Modern tests and theory agree about the devil, but not about the monkey. If the Dr.I could, in fact, outclimb the Sopwith Camel biplane that it often fought, it was not because it had an extra wing but, Bennett suggests, because its propellers were pitched to deliver maximum power at climbing rather than cruising speed. Fokker Triplanes did in fact lack in top speed what they possessed in climb.

The Fokker Triplane actually did exhibit one extremely important design innovation, but it wasn’t the three-wing arrangement. It was the thick cantilever wings. Unlike most airplanes of its era, the Dr.I needed no struts or bracing wires to hold it together, as Fokker was fond of demonstrating by having a couple dozen of his shop workers pose on
a wing.

The idea of the thick cantilever wing seems to have originated not with Fokker, however, but with German Hugo Junkers, who came into his own as a manufacturer only after the war. Junkers’ all-metal monoplanes, a decade ahead of their time, had no external bracing at all.

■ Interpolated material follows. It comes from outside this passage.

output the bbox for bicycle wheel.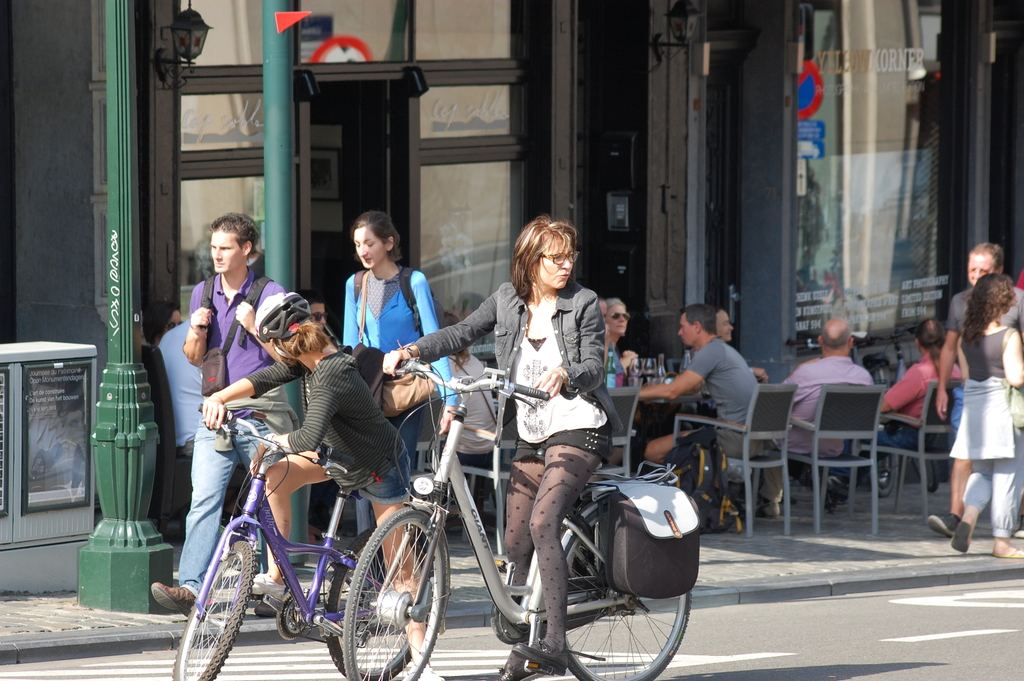
<region>542, 498, 693, 680</region>.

It isn’t clear how Junkers came to the realization, around 1915, that a thick wing would not produce any more drag than a thin one. It was a counterintuitive notion; throughout the war, the British persisted in believing that thick-wing airplanes must be naturally inefficient.

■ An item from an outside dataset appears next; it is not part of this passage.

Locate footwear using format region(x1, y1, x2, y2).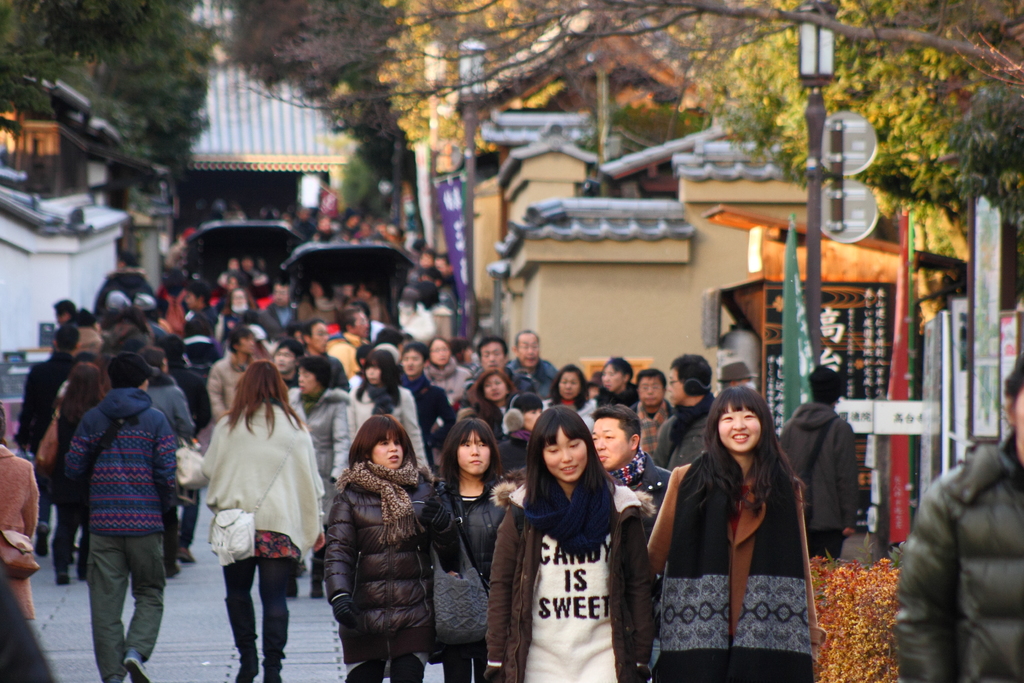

Thick airfoils had a great advantage besides the structural one. Compared with thin wings, thick wings could produce more lift, by about 25 percent, because the gentle roundness of the leading edges helped air follow the curvature of the airfoil and not break away. The added lift did not affect climb rate, but it improved maneuverability, because the space within which an airplane can turn is determined by its maximum lift.

Triplanes could also fly in a very nose-high attitude, because the thick wing kept producing lift at angles at which the sharp-edged wings of Allied fighters had already given up. A U.S. pilot, James Hall, wrote of the Fokkers’ “trick of standing on their tails beneath one” with guns firing upward.

After von Richthofen’s death in 1918, another fighter, now considered the best of the war, quickly supplanted the Triplane: the Fokker D.VII. The D.VII had many assets, not least its Mercedes engine and uncluttered design. It was a sesquiplane, with a lower wing smaller than the upper.

Both sides conducted wind tunnel work during the war, but much of it was misdirected. A lot of effort was dedicated to determining the amount of camber, or curvature, a thin airfoil needed to produce the most lift. The correct answer was that camber did not matter as much as a thick, well-rounded leading edge; a highly cambered thin airfoil might produce more lift than a less cambered one, but it also produced more drag. Only the thick airfoil offered the best of both worlds.

Biplane fighters were still being built well into the 1930s, but the all-metal, low-wing monoplane, the type pioneered by Hugo Junkers, would dominate World War II. As a computer would show, a simple, uncluttered shape provides a total drag much less than that of a D.VII half the size. A suitable computer would have colored Fokker, who died in 1939, green with envy.

Pilots of the Sopwith Camel complained that the engine, guns, fuel tank, and pilot were clustered too close. They didn't know the airplane's very shape generated drag that hampered its performance. NASM (SI Neg. #85-11029)
Plots of pressure surrounding the wings of a Sopwith Camel show both the concentration of low pressure on the upper wing and the loss of lift near the wingtips, which is due to air spilling around the tips. AeroLogic
The view of this captured Fokker D.VII, idling at Bolling Field in Washington, D.C., after the war, showcases the fixed vertical fin. NASM (SI Neg. #88-14933)
The analysis above shows that the switch to fin and rudder had almost no effect on maneuverability. AeroLogic
Without computer analysis, wing strength sometimes had to be proved by more conventional methods. NASM (SI Neg. #98-15116)
The Sopwith Camel's very shape generated drag that hampered its performance. AeroLogic
A pair of German D.VIIs hunt for prey. With 160-horsepower engines and a fuselage of steel tubing, they could survive the rigors of aerial combat. NASM (SI Neg. #77-54)
Baron Manfred von Richthofen's Fokker Dr.I had a good reputation, but a closer look proves the middle wing was nearly worthless. NASM (SI Neg. #00119750)

Get the latest stories in your inbox every weekday.